Visually, pixel art pops with lifelike shading and animations—no lazy resprites—on detailed backdrops that vibe from cute (dialogue sprites’ expressive faces) to grotesque (melting bodies, Phallic Weapon branches). Creator Provincialism infuses Taiwanese flair: Bamboo architecture, fruit-heavy biomes. However, shoddy performance (frame drops on Switch) and uniform level designs (repetitive corridors) dilute impact.
Sound design, via FMOD, elevates: A “slick soundtrack” (per reviews) of chiptune-electronica slaps during bullet-hell bosses, syncing tension with funky beats. Effects are sparse—lacking punchy impacts—but voice acting (intelligible barks from dog-plants) and hellfire sizzles enhance the Chef of Iron motif. Collectively, these forge a bipolar experience: Whimsical horror that hooks via atmosphere, but undermined by technical slop.
Reception & Legacy
Upon Early Access launch, Dungeon Munchies garnered surprise buzz for its unique premise, hitting Steam’s top sellers briefly and earning a 6.4/10 Moby Score from sparse player votes. Full release reviews were mixed: Metacritic’s 54/100 (Nintendo Switch) and OpenCritic’s 56/100 reflect praise for humor/story (Digitally Downloaded: 80/100, calling it “small indie gaming idea”) against slams on platforming/combat (Nintendo Life/Edge: 40/100, “undercooked dish”; Video Chums: 46/100, “clunky and repetitive”). Player sentiment varies—Backloggd’s 3.5/5 lauds concepts but notes execution woes; Steam discussions hype Chapter 2’s twists/bosses (9/10 from fans) while griping bugs. Commercially modest (7 collectors on MobyGames), it found cult traction among Metroidvania/cooking sim fans, with ports boosting accessibility.
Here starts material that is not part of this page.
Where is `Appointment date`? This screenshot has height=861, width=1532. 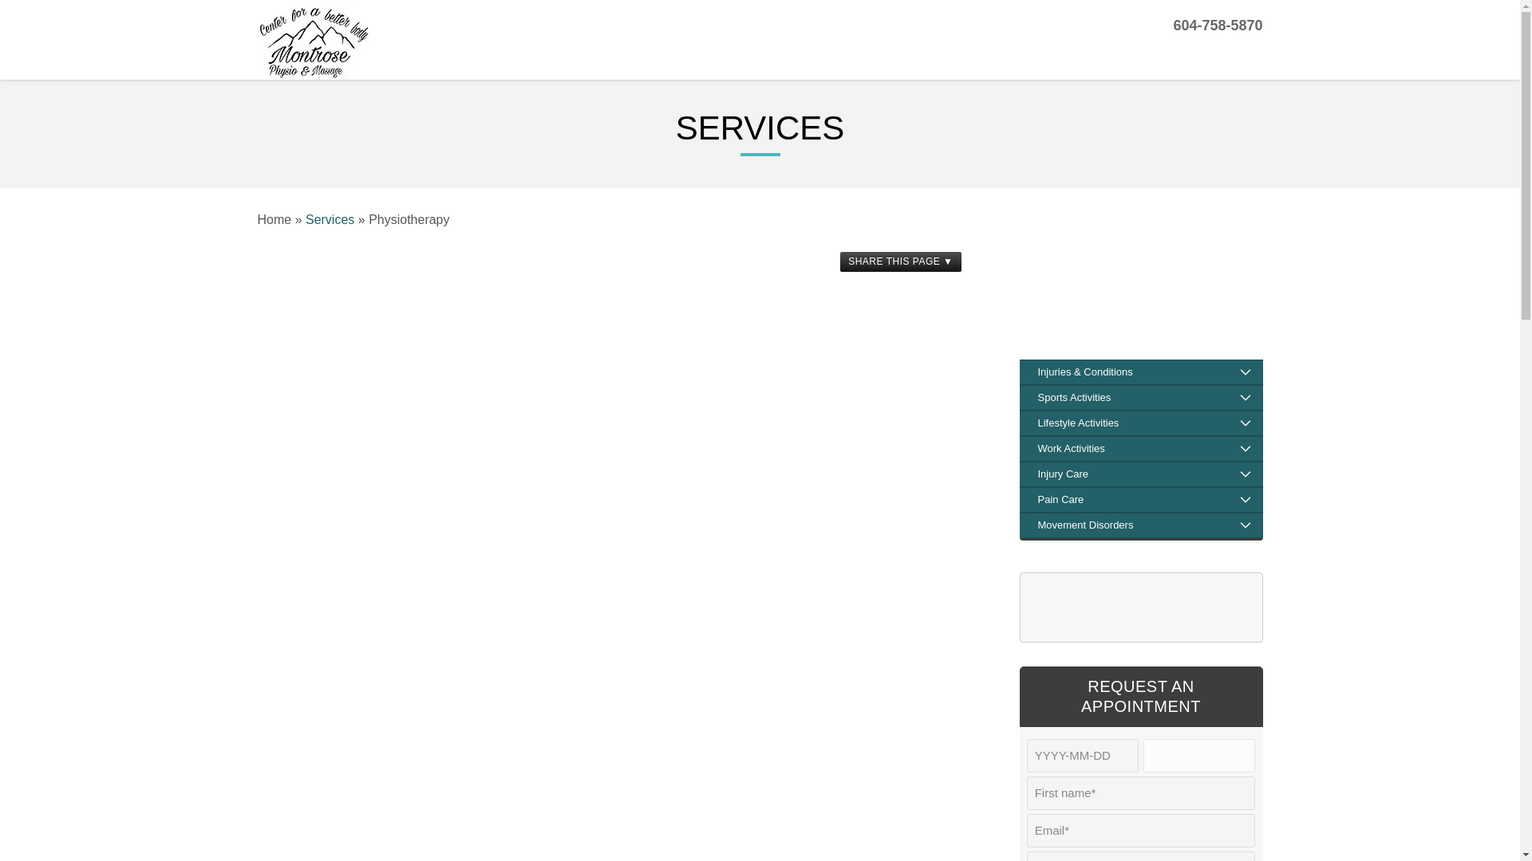
Appointment date is located at coordinates (1082, 755).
Legacy-wise, it influences indies by hybridizing genres—echoing Dungeon Meshi‘s adaptation success—pushing body-horror cuisine (e.g., Carry On Cooking). No massive industry ripple, but maJAJa’s polish (post-EA updates) cements it as a testament to micro-team grit, inspiring Taiwanese devs amid a global indie surge. Evolved reputation: From “raw” Early Access curiosity to endearing oddity, though flaws cap its pantheon potential.
Conclusion
Dungeon Munchies is a tantalizing trifle—a zombie’s odyssey blending culinary whimsy, apocalyptic lore, and mutant mayhem into a Metroidvania morsel that’s equal parts innovative and indigestible. Its narrative depths, cultural charm, and build-crafting highs shine, but clunky mechanics, balance woes, and unpolished ports leave it feeling half-baked. In video game history, it claims a quirky corner: Not a masterpiece like Hollow Knight, but a flavorful footnote for genre-blenders, best savored on sale by horror-comedy aficionados. Verdict: 7/10—worthy of a nibble, if you can stomach the roughage.